Thursday, 19 January 2012

Animal abuse, Australian hypocrisy


Many thousands of people visualise a barren, pointless life without animals. 

Others see them as commodities, food, or problems to be overcome, with resultant infliction of unimaginable cruelties on living, breathing muscles, tissue and nerves that sense and react to stimuli in the same way as they do in the human body.

Treatment of animals in Asian countries in particular remains in the dark ages. Science has produced remedies and treatments for every known human ailment and requirement, yet many Asian stalls remain stocked with animal-derived substances, all peddled under the long-outmoded terms Tradition, and Heritage.

Both terms support perpetuation of horrific animal abuses. Skinning dogs and cats alive, slicing off living sharks fins, knocking out nest and chicks of breeding bird colonies, poaching the remnants of the African rhinoceros, trapping tigers for every part of their bodies, and keeping bears in cages the same size as themselves with open holes in their bellies for up to 20 years, are just some 'traditional' practices carried out in Asia in this so-called enlightened 21st century.

Powerful campaigns are underway to resolve the most extreme forms of animal cruelty. But heritage and tradition are difficult words to squash, and here in Australia they are often used to support horrendous practices that otherwise might well put the perpetrators in jail. The barbaric treatment of cattle in Indonesian slaughterhouses, mutilation of ducks for 'sport' during recognised open seasons, clubbing to death of kangaroo joeys as by-catch for the meat trade; hacking off of giant sea turtles’ flippers and leaving them to die in the sun; battering wallabies to death with clubs; tossing living turtles, goannas and echidnas onto hot coals; golf swing practices on frogs and toads; rendering animals homeless by forestry practices and property burn-offs; mutilation and horrific deaths by ‘traditional’ barbed-wire fences; maimed and dying animals left by the roadsides; the relentless ongoing torment of flying-foxes - all are tolerated practices, many under the terms tradition and heritage, and all overlooked, and/or supported, by Australian legislation and government agencies.

Sadly all of which make Australia one of the most hypocritical nations on earth.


Copy the records below exactly, but leave out any picture they contain.
—————
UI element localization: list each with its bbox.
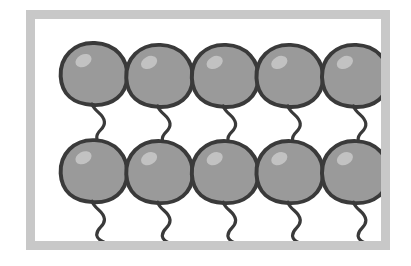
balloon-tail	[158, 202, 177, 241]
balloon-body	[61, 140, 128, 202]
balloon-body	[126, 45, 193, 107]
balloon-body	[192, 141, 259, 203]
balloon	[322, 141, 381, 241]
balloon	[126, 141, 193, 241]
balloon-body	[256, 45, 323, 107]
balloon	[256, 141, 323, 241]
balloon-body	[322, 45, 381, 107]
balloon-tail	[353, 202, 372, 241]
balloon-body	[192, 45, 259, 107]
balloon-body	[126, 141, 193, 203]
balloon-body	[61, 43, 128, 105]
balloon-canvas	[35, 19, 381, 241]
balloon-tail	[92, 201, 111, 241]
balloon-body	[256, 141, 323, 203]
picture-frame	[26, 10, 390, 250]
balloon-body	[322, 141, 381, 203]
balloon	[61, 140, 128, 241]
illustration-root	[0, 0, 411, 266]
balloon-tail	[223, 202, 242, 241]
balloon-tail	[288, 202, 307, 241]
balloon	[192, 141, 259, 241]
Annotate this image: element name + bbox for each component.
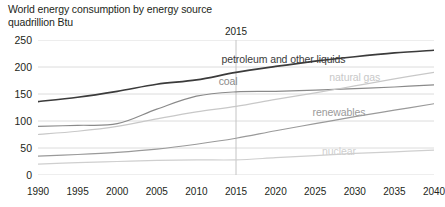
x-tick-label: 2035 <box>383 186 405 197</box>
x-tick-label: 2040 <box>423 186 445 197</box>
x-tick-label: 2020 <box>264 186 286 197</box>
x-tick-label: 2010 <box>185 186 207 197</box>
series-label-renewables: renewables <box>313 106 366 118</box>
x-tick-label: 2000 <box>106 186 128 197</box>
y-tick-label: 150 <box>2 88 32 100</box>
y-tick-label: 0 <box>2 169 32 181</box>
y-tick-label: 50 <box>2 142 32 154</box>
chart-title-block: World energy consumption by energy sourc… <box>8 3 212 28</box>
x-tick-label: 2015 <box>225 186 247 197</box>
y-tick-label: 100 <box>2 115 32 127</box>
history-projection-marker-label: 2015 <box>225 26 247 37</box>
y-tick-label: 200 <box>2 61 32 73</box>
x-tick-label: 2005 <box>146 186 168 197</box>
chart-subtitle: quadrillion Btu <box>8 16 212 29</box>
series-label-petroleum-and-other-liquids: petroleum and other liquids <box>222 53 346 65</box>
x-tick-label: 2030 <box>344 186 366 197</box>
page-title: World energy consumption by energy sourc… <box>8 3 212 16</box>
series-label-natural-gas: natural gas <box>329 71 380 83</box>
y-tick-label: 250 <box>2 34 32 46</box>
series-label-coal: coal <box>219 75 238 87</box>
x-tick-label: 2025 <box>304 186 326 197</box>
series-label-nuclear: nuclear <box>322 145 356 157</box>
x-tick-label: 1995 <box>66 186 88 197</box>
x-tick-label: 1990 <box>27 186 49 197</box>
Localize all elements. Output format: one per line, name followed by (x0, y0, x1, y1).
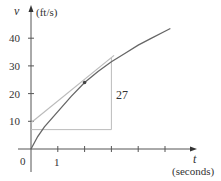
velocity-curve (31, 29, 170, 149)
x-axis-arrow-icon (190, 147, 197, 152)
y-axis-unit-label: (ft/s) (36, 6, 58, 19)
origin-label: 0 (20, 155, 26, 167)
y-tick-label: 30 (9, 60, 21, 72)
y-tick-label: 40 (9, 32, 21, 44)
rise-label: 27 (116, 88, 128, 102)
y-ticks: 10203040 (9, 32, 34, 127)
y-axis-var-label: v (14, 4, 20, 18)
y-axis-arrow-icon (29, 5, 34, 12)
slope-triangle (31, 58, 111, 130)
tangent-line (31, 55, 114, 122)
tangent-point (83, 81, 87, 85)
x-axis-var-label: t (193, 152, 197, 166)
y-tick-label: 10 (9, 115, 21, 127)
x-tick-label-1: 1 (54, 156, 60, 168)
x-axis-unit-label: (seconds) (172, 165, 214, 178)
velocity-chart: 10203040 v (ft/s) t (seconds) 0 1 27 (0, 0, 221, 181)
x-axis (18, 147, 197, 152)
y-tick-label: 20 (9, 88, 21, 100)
—————
### ANSWER TO THIS PROBLEM
UI element localization: list each with its bbox.
balloon-tail	[158, 202, 177, 241]
balloon-body	[61, 140, 128, 202]
balloon-body	[126, 45, 193, 107]
balloon-body	[192, 141, 259, 203]
balloon	[322, 141, 381, 241]
balloon	[126, 141, 193, 241]
balloon-body	[256, 45, 323, 107]
balloon	[256, 141, 323, 241]
balloon-body	[322, 45, 381, 107]
balloon-tail	[353, 202, 372, 241]
balloon-body	[192, 45, 259, 107]
balloon-body	[126, 141, 193, 203]
balloon-body	[61, 43, 128, 105]
balloon-canvas	[35, 19, 381, 241]
balloon-tail	[92, 201, 111, 241]
balloon-body	[256, 141, 323, 203]
picture-frame	[26, 10, 390, 250]
balloon-body	[322, 141, 381, 203]
balloon	[61, 140, 128, 241]
illustration-root	[0, 0, 411, 266]
balloon-tail	[223, 202, 242, 241]
balloon-tail	[288, 202, 307, 241]
balloon	[192, 141, 259, 241]
Annotate this image: element name + bbox for each component.
x-tick-label: 2035 <box>383 186 405 197</box>
x-tick-label: 2040 <box>423 186 445 197</box>
x-tick-label: 2020 <box>264 186 286 197</box>
x-tick-label: 2010 <box>185 186 207 197</box>
series-label-renewables: renewables <box>313 106 366 118</box>
x-tick-label: 2000 <box>106 186 128 197</box>
y-tick-label: 150 <box>2 88 32 100</box>
y-tick-label: 0 <box>2 169 32 181</box>
y-tick-label: 50 <box>2 142 32 154</box>
chart-title-block: World energy consumption by energy sourc… <box>8 3 212 28</box>
x-tick-label: 2015 <box>225 186 247 197</box>
y-tick-label: 100 <box>2 115 32 127</box>
history-projection-marker-label: 2015 <box>225 26 247 37</box>
y-tick-label: 200 <box>2 61 32 73</box>
x-tick-label: 2005 <box>146 186 168 197</box>
chart-subtitle: quadrillion Btu <box>8 16 212 29</box>
series-label-petroleum-and-other-liquids: petroleum and other liquids <box>222 53 346 65</box>
x-tick-label: 2030 <box>344 186 366 197</box>
page-title: World energy consumption by energy sourc… <box>8 3 212 16</box>
series-label-natural-gas: natural gas <box>329 71 380 83</box>
y-tick-label: 250 <box>2 34 32 46</box>
series-label-coal: coal <box>219 75 238 87</box>
x-tick-label: 2025 <box>304 186 326 197</box>
series-label-nuclear: nuclear <box>322 145 356 157</box>
x-tick-label: 1995 <box>66 186 88 197</box>
x-tick-label: 1990 <box>27 186 49 197</box>
Localize all elements. Output format: one per line, name followed by (x0, y0, x1, y1).
velocity-curve (31, 29, 170, 149)
x-axis-arrow-icon (190, 147, 197, 152)
y-axis-unit-label: (ft/s) (36, 6, 58, 19)
origin-label: 0 (20, 155, 26, 167)
y-tick-label: 30 (9, 60, 21, 72)
y-tick-label: 40 (9, 32, 21, 44)
rise-label: 27 (116, 88, 128, 102)
y-ticks: 10203040 (9, 32, 34, 127)
y-axis-var-label: v (14, 4, 20, 18)
y-axis-arrow-icon (29, 5, 34, 12)
slope-triangle (31, 58, 111, 130)
tangent-line (31, 55, 114, 122)
tangent-point (83, 81, 87, 85)
x-axis-var-label: t (193, 152, 197, 166)
y-tick-label: 10 (9, 115, 21, 127)
x-tick-label-1: 1 (54, 156, 60, 168)
x-axis-unit-label: (seconds) (172, 165, 214, 178)
velocity-chart: 10203040 v (ft/s) t (seconds) 0 1 27 (0, 0, 221, 181)
x-axis (18, 147, 197, 152)
y-tick-label: 20 (9, 88, 21, 100)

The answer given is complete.